The Project

In Essen, as in many other cities in the Ruhr region, the expansion of car-oriented infrastructure has been the main focus in recent decades. Active forms of mobility such as cycling and walking have fallen by the wayside. As part of the BMBF’s “MobilitätsWerkStadt 2025” funding program, the city of Essen wants to transform its public spaces and traffic routes and sustainably design them for quality of stay and mobility for all. Particular focus is being placed on pedestrian traffic, which still receives far too little attention as an independent form of mobility. In the first phase of the project, the city of Essen worked together with stakeholders from the field of pedestrian traffic to identify various problem areas and develop strategies and measures for specific weak points in the urban area (see imobis project “MobilitätWerkStadt Essen 25”).

The second phase is all about implementation: The “Grüne Hauptstat Agentur”(GHA, City of Essen), the Institute for Mobility and Urban Planning (imobis) and the Institute for Urban Public Health (InUPH) will set up real laboratories in two Essen neighborhoods over the next three years, where different measures will be implemented experimentally over several months. Together with the population, they will test how a change in street spaces, new access to means of transport or technological incentive systems affect local mobility. Particular attention will be paid to the acoustics of street spaces – what influence does urban sound quality have on quality of stay, health and mobility behavior?

Contact InUPH

Judith Schröder, M.A.

Researcher

Focus on Acoustic Quality

The acoustics of streetscapes are a particular focus. As part of Be-MoVe, the Institute for Urban Public Health (InUPH) is investigating the acoustic quality of urban spaces and how people perceive and evaluate it. To answer these questions, InUPH conducted a total of 35 soundwalks in Holsterhausen and the city center in 2022 and 2023. These soundwalks are one-hour walks during which participants follow a set route and stop at certain locations to listen carefully. A questionnaire is then used to assess what they heard, for example whether the sounds were perceived as annoying or pleasant.

First results have already been presented at an event with the participants of the soundwalks at the University of Duisburg-Essen. Further soundwalks are not planned as part of Be-MoVe, but some of the project’s findings will soon be compiled into a so-called storymap and made available online. This will provide interested citizens with background information on the project, audio-visual information on the listening stations, and the results of the questionnaires in the form of a digital story, allowing them to experience the soundwalks retroactively along the original routes.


Task objective:
Output all entries verbatim, dropping pictures.

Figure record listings
^^^^^^^^
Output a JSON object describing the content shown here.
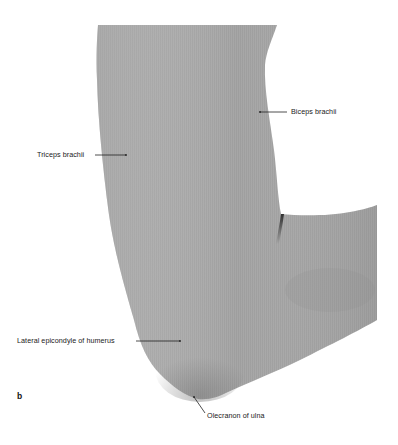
{
  "figure": {
    "panel_letter": "b",
    "colors": {
      "background": "#ffffff",
      "skin": "#a3a3a3",
      "skin_shadow": "#8e8e8e",
      "crease": "#2e2e2e",
      "label_text": "#1a1a1a",
      "leader_line": "#222222"
    },
    "labels": [
      {
        "id": "biceps-brachii",
        "text": "Biceps brachii"
      },
      {
        "id": "triceps-brachii",
        "text": "Triceps brachii"
      },
      {
        "id": "lateral-epicondyle",
        "text": "Lateral epicondyle of humerus"
      },
      {
        "id": "olecranon",
        "text": "Olecranon of ulna"
      }
    ]
  }
}
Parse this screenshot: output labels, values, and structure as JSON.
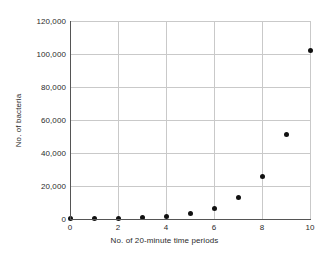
{
  "chart_data": {
    "type": "scatter",
    "title": "",
    "xlabel": "No. of 20-minute time periods",
    "ylabel": "No. of bacteria",
    "x": [
      0,
      1,
      2,
      3,
      4,
      5,
      6,
      7,
      8,
      9,
      10
    ],
    "values": [
      100,
      200,
      400,
      800,
      1600,
      3200,
      6400,
      12800,
      25600,
      51200,
      102400
    ],
    "series": [
      {
        "name": "No. of bacteria",
        "values": [
          100,
          200,
          400,
          800,
          1600,
          3200,
          6400,
          12800,
          25600,
          51200,
          102400
        ]
      }
    ],
    "xlim": [
      0,
      10
    ],
    "ylim": [
      0,
      120000
    ],
    "xticks": [
      0,
      2,
      4,
      6,
      8,
      10
    ],
    "xtick_labels": [
      "0",
      "2",
      "4",
      "6",
      "8",
      "10"
    ],
    "yticks": [
      0,
      20000,
      40000,
      60000,
      80000,
      100000,
      120000
    ],
    "ytick_labels": [
      "0",
      "20,000",
      "40,000",
      "60,000",
      "80,000",
      "100,000",
      "120,000"
    ],
    "grid": true,
    "legend": false,
    "marker": "filled-circle",
    "marker_color": "#111111",
    "grid_color": "#c9c9c9",
    "axis_color": "#555555",
    "background_color": "#ffffff"
  }
}
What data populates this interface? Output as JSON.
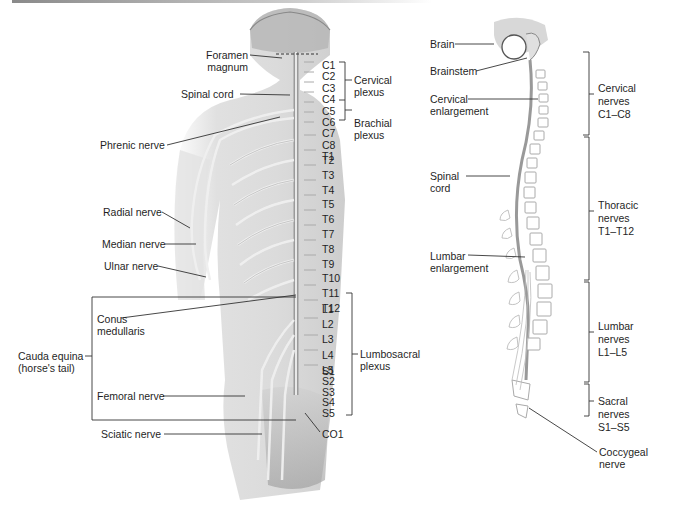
{
  "figure": {
    "left_panel": {
      "labels": {
        "foramen_magnum_1": "Foramen",
        "foramen_magnum_2": "magnum",
        "spinal_cord": "Spinal cord",
        "phrenic_nerve": "Phrenic nerve",
        "radial_nerve": "Radial nerve",
        "median_nerve": "Median nerve",
        "ulnar_nerve": "Ulnar nerve",
        "conus_1": "Conus",
        "conus_2": "medullaris",
        "cauda_1": "Cauda equina",
        "cauda_2": "(horse's tail)",
        "femoral_nerve": "Femoral nerve",
        "sciatic_nerve": "Sciatic nerve",
        "co1": "CO1"
      },
      "segments": {
        "cervical": [
          "C1",
          "C2",
          "C3",
          "C4",
          "C5",
          "C6",
          "C7",
          "C8"
        ],
        "thoracic": [
          "T1",
          "T2",
          "T3",
          "T4",
          "T5",
          "T6",
          "T7",
          "T8",
          "T9",
          "T10",
          "T11",
          "T12"
        ],
        "lumbar": [
          "L1",
          "L2",
          "L3",
          "L4",
          "L5"
        ],
        "sacral": [
          "S1",
          "S2",
          "S3",
          "S4",
          "S5"
        ]
      },
      "plexuses": {
        "cervical_1": "Cervical",
        "cervical_2": "plexus",
        "brachial_1": "Brachial",
        "brachial_2": "plexus",
        "lumbosacral_1": "Lumbosacral",
        "lumbosacral_2": "plexus"
      }
    },
    "right_panel": {
      "labels": {
        "brain": "Brain",
        "brainstem": "Brainstem",
        "cervical_enl_1": "Cervical",
        "cervical_enl_2": "enlargement",
        "spinal_cord_1": "Spinal",
        "spinal_cord_2": "cord",
        "lumbar_enl_1": "Lumbar",
        "lumbar_enl_2": "enlargement",
        "coccygeal_1": "Coccygeal",
        "coccygeal_2": "nerve"
      },
      "nerve_groups": [
        {
          "line1": "Cervical",
          "line2": "nerves",
          "line3": "C1–C8"
        },
        {
          "line1": "Thoracic",
          "line2": "nerves",
          "line3": "T1–T12"
        },
        {
          "line1": "Lumbar",
          "line2": "nerves",
          "line3": "L1–L5"
        },
        {
          "line1": "Sacral",
          "line2": "nerves",
          "line3": "S1–S5"
        }
      ]
    },
    "colors": {
      "text": "#1f1f1f",
      "leader_line": "#333333",
      "body_shading": "#c9c9c9",
      "nerve": "#f2f2f2",
      "background": "#ffffff"
    }
  }
}
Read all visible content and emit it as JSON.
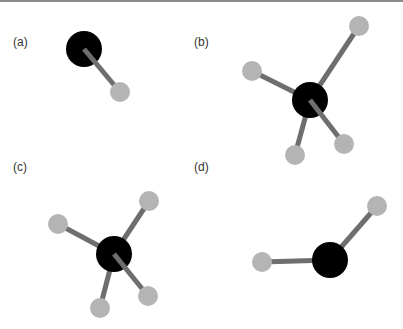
{
  "figure": {
    "colors": {
      "central_atom": "#000000",
      "peripheral_atom": "#b4b4b4",
      "bond": "#6e6e6e",
      "rule": "#8a8a8a"
    },
    "panels": [
      {
        "label": "(a)",
        "label_pos": [
          13,
          35
        ],
        "central": {
          "x": 84,
          "y": 49,
          "r": 18
        },
        "peripherals": [
          {
            "x": 120,
            "y": 92,
            "r": 10
          }
        ]
      },
      {
        "label": "(b)",
        "label_pos": [
          194,
          35
        ],
        "central": {
          "x": 310,
          "y": 100,
          "r": 18
        },
        "peripherals": [
          {
            "x": 359,
            "y": 26,
            "r": 10
          },
          {
            "x": 252,
            "y": 71,
            "r": 10
          },
          {
            "x": 295,
            "y": 155,
            "r": 10
          },
          {
            "x": 344,
            "y": 144,
            "r": 10
          }
        ]
      },
      {
        "label": "(c)",
        "label_pos": [
          13,
          160
        ],
        "central": {
          "x": 114,
          "y": 254,
          "r": 18
        },
        "peripherals": [
          {
            "x": 149,
            "y": 201,
            "r": 10
          },
          {
            "x": 58,
            "y": 224,
            "r": 10
          },
          {
            "x": 100,
            "y": 308,
            "r": 10
          },
          {
            "x": 148,
            "y": 296,
            "r": 10
          }
        ]
      },
      {
        "label": "(d)",
        "label_pos": [
          194,
          160
        ],
        "central": {
          "x": 330,
          "y": 260,
          "r": 18
        },
        "peripherals": [
          {
            "x": 377,
            "y": 206,
            "r": 10
          },
          {
            "x": 262,
            "y": 262,
            "r": 10
          }
        ]
      }
    ]
  }
}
^^^^^^^^
Completed task:
Output a JSON object describing the content shown here.
{
  "figure": {
    "panel_letter": "b",
    "colors": {
      "background": "#ffffff",
      "skin": "#a3a3a3",
      "skin_shadow": "#8e8e8e",
      "crease": "#2e2e2e",
      "label_text": "#1a1a1a",
      "leader_line": "#222222"
    },
    "labels": [
      {
        "id": "biceps-brachii",
        "text": "Biceps brachii"
      },
      {
        "id": "triceps-brachii",
        "text": "Triceps brachii"
      },
      {
        "id": "lateral-epicondyle",
        "text": "Lateral epicondyle of humerus"
      },
      {
        "id": "olecranon",
        "text": "Olecranon of ulna"
      }
    ]
  }
}
Parse this screenshot: output labels, values, and structure as JSON.
{
  "chart_data": {
    "type": "scatter",
    "title": "",
    "xlabel": "No. of 20-minute time periods",
    "ylabel": "No. of bacteria",
    "x": [
      0,
      1,
      2,
      3,
      4,
      5,
      6,
      7,
      8,
      9,
      10
    ],
    "values": [
      100,
      200,
      400,
      800,
      1600,
      3200,
      6400,
      12800,
      25600,
      51200,
      102400
    ],
    "series": [
      {
        "name": "No. of bacteria",
        "values": [
          100,
          200,
          400,
          800,
          1600,
          3200,
          6400,
          12800,
          25600,
          51200,
          102400
        ]
      }
    ],
    "xlim": [
      0,
      10
    ],
    "ylim": [
      0,
      120000
    ],
    "xticks": [
      0,
      2,
      4,
      6,
      8,
      10
    ],
    "xtick_labels": [
      "0",
      "2",
      "4",
      "6",
      "8",
      "10"
    ],
    "yticks": [
      0,
      20000,
      40000,
      60000,
      80000,
      100000,
      120000
    ],
    "ytick_labels": [
      "0",
      "20,000",
      "40,000",
      "60,000",
      "80,000",
      "100,000",
      "120,000"
    ],
    "grid": true,
    "legend": false,
    "marker": "filled-circle",
    "marker_color": "#111111",
    "grid_color": "#c9c9c9",
    "axis_color": "#555555",
    "background_color": "#ffffff"
  }
}
What data populates this interface? Output as JSON.
{
  "figure": {
    "left_panel": {
      "labels": {
        "foramen_magnum_1": "Foramen",
        "foramen_magnum_2": "magnum",
        "spinal_cord": "Spinal cord",
        "phrenic_nerve": "Phrenic nerve",
        "radial_nerve": "Radial nerve",
        "median_nerve": "Median nerve",
        "ulnar_nerve": "Ulnar nerve",
        "conus_1": "Conus",
        "conus_2": "medullaris",
        "cauda_1": "Cauda equina",
        "cauda_2": "(horse's tail)",
        "femoral_nerve": "Femoral nerve",
        "sciatic_nerve": "Sciatic nerve",
        "co1": "CO1"
      },
      "segments": {
        "cervical": [
          "C1",
          "C2",
          "C3",
          "C4",
          "C5",
          "C6",
          "C7",
          "C8"
        ],
        "thoracic": [
          "T1",
          "T2",
          "T3",
          "T4",
          "T5",
          "T6",
          "T7",
          "T8",
          "T9",
          "T10",
          "T11",
          "T12"
        ],
        "lumbar": [
          "L1",
          "L2",
          "L3",
          "L4",
          "L5"
        ],
        "sacral": [
          "S1",
          "S2",
          "S3",
          "S4",
          "S5"
        ]
      },
      "plexuses": {
        "cervical_1": "Cervical",
        "cervical_2": "plexus",
        "brachial_1": "Brachial",
        "brachial_2": "plexus",
        "lumbosacral_1": "Lumbosacral",
        "lumbosacral_2": "plexus"
      }
    },
    "right_panel": {
      "labels": {
        "brain": "Brain",
        "brainstem": "Brainstem",
        "cervical_enl_1": "Cervical",
        "cervical_enl_2": "enlargement",
        "spinal_cord_1": "Spinal",
        "spinal_cord_2": "cord",
        "lumbar_enl_1": "Lumbar",
        "lumbar_enl_2": "enlargement",
        "coccygeal_1": "Coccygeal",
        "coccygeal_2": "nerve"
      },
      "nerve_groups": [
        {
          "line1": "Cervical",
          "line2": "nerves",
          "line3": "C1–C8"
        },
        {
          "line1": "Thoracic",
          "line2": "nerves",
          "line3": "T1–T12"
        },
        {
          "line1": "Lumbar",
          "line2": "nerves",
          "line3": "L1–L5"
        },
        {
          "line1": "Sacral",
          "line2": "nerves",
          "line3": "S1–S5"
        }
      ]
    },
    "colors": {
      "text": "#1f1f1f",
      "leader_line": "#333333",
      "body_shading": "#c9c9c9",
      "nerve": "#f2f2f2",
      "background": "#ffffff"
    }
  }
}
Read all visible content and emit it as JSON.
{
  "figure": {
    "colors": {
      "central_atom": "#000000",
      "peripheral_atom": "#b4b4b4",
      "bond": "#6e6e6e",
      "rule": "#8a8a8a"
    },
    "panels": [
      {
        "label": "(a)",
        "label_pos": [
          13,
          35
        ],
        "central": {
          "x": 84,
          "y": 49,
          "r": 18
        },
        "peripherals": [
          {
            "x": 120,
            "y": 92,
            "r": 10
          }
        ]
      },
      {
        "label": "(b)",
        "label_pos": [
          194,
          35
        ],
        "central": {
          "x": 310,
          "y": 100,
          "r": 18
        },
        "peripherals": [
          {
            "x": 359,
            "y": 26,
            "r": 10
          },
          {
            "x": 252,
            "y": 71,
            "r": 10
          },
          {
            "x": 295,
            "y": 155,
            "r": 10
          },
          {
            "x": 344,
            "y": 144,
            "r": 10
          }
        ]
      },
      {
        "label": "(c)",
        "label_pos": [
          13,
          160
        ],
        "central": {
          "x": 114,
          "y": 254,
          "r": 18
        },
        "peripherals": [
          {
            "x": 149,
            "y": 201,
            "r": 10
          },
          {
            "x": 58,
            "y": 224,
            "r": 10
          },
          {
            "x": 100,
            "y": 308,
            "r": 10
          },
          {
            "x": 148,
            "y": 296,
            "r": 10
          }
        ]
      },
      {
        "label": "(d)",
        "label_pos": [
          194,
          160
        ],
        "central": {
          "x": 330,
          "y": 260,
          "r": 18
        },
        "peripherals": [
          {
            "x": 377,
            "y": 206,
            "r": 10
          },
          {
            "x": 262,
            "y": 262,
            "r": 10
          }
        ]
      }
    ]
  }
}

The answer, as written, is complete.